Occasionally, we ought to take a step back and take a good, long look at ourselves. Then we will notice that those things we complain about are really so small and insignificant, and by and large, we are a blessed people who have so very much to be thankful for. We make a sufficient living. Think of the millions who are starving. We have good children. Think of the brokenhearted parents of juvenile delinquents who are in serious trouble. We have enough to eat, enough to wear, and enough shelter. Think of the Jews of Morocco and their miserable existence in the degrading mellah. And that which is so very important: our health. We have our sight – how wonderful! We have use of our limbs – how fortunate we are! In Russia today, in the provinces, hardly a synagogue exists in a country which was once the greatest center of Jewish life in all the world. There is one exception – the synagogue in Moscow, which the Communists keep as their “showcase” for Western visitors, in order to impress them with the “freedom of religion” in Russia. The synagogue is comparatively well attended. But – a writer in the most recent issue of “Orthodox Jewish Life” points out – at every service, 4 MVD men are present to check on the Rabbi’s sermon and record the names of those attending. G-d Almighty, pesach al shum mah – how can I be deserving of so much goodness, how can I thank you that there is no secret police to check and censor my sermons! And you too, my friends, must ask that happy question – pesach… how can we thank G-d that when we come to Kodimoh, there is no one to enter our names on the list of “enemies of the state!” And Life itself – shouldn’t we constantly thank G-d for that, and wonder that He has mercifully granted it to us? Just think: it was the fathers or grandfathers of most of us who emigrated to this country while so many of their brothers and sisters remained in Europe. Most of their children and grandchildren – our cousins – are unfortunately no longer here, massacred in the greatest holocaust in human history. We, because of a fortunate quirk of circumstance, are thriving and flourishing and happy. How easily it might have been reversed! O G-d, pesach al shum mah, how good and merciful and kind You have been to us!

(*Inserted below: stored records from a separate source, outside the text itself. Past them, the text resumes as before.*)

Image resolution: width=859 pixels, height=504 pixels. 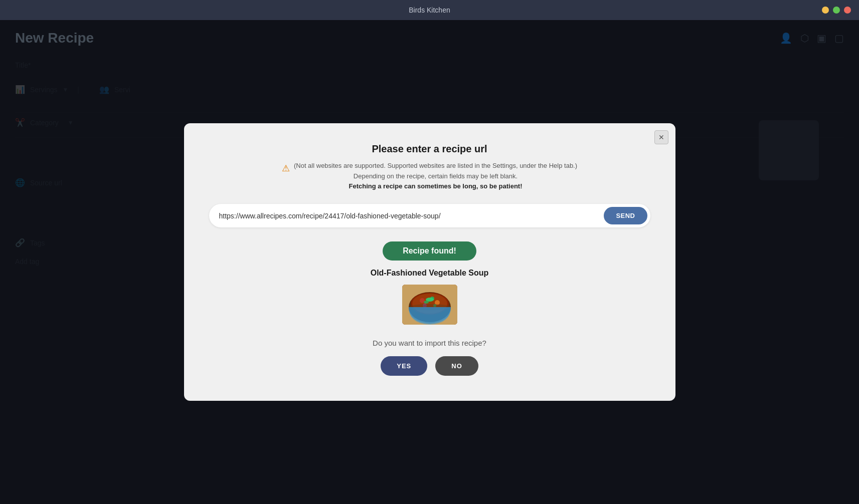 What do you see at coordinates (412, 216) in the screenshot?
I see `url-input` at bounding box center [412, 216].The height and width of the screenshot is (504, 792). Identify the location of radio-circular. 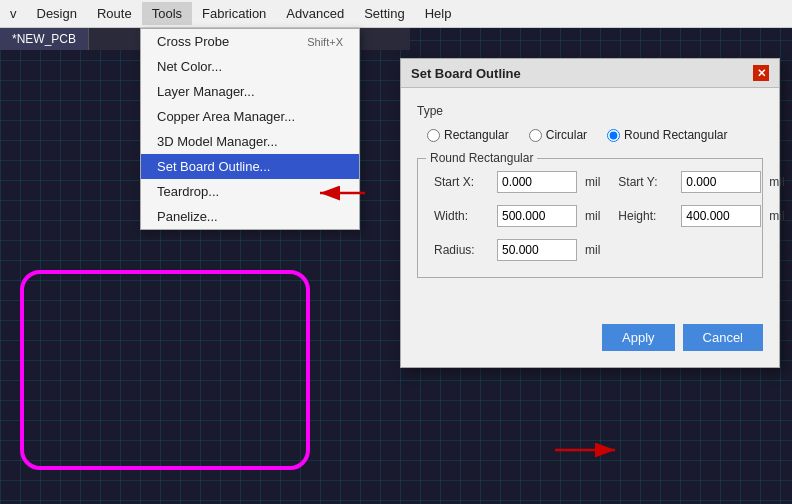
(536, 136).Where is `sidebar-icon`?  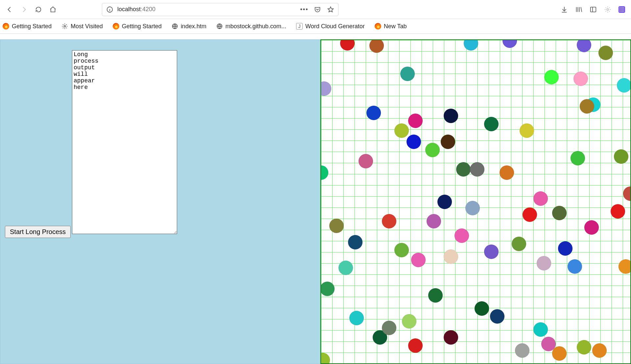 sidebar-icon is located at coordinates (593, 10).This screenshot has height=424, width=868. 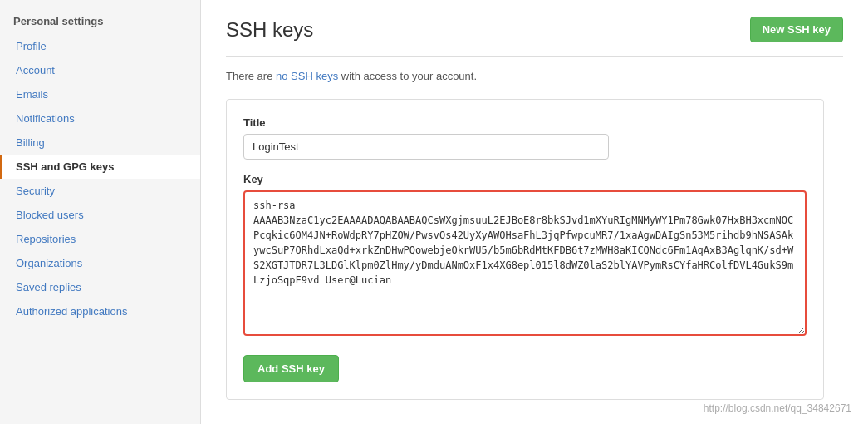 What do you see at coordinates (100, 311) in the screenshot?
I see `sidebar-item-authorized-applications: Authorized applications` at bounding box center [100, 311].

And if we ask, “How can we continue to deserve this pesach, this mercy of G-d?” The answer is again available in the passage quoted by R. Gamaliel, in the very last words of that paragraph: va’yikod ha’am va’yishtachu, the people bowed down and worshipped – that is, bow your heads before this G-d of Goodness, accept upon yourselves the duties and obligations He has imposed upon you, and understanding how fortunate you really are, do not complain that Torah with its obligations and duties is too heavy a load and that it is too strenuous to bow before G-d; and finally, “worship” – come with us, be with us, make shul-going not only a rare experience, but a weekly event and even a daily one.

These then are the three questions which we must ask, and live. Ve’ili hein, and they are, pesach, matzah, marror. Let us ask and attempt to answer the questions of matzah and marror, and may G-d, in turn, provide us with everlasting pesach, with eternal mercy and goodness as we bow in acknowledgement and worship in gratitude.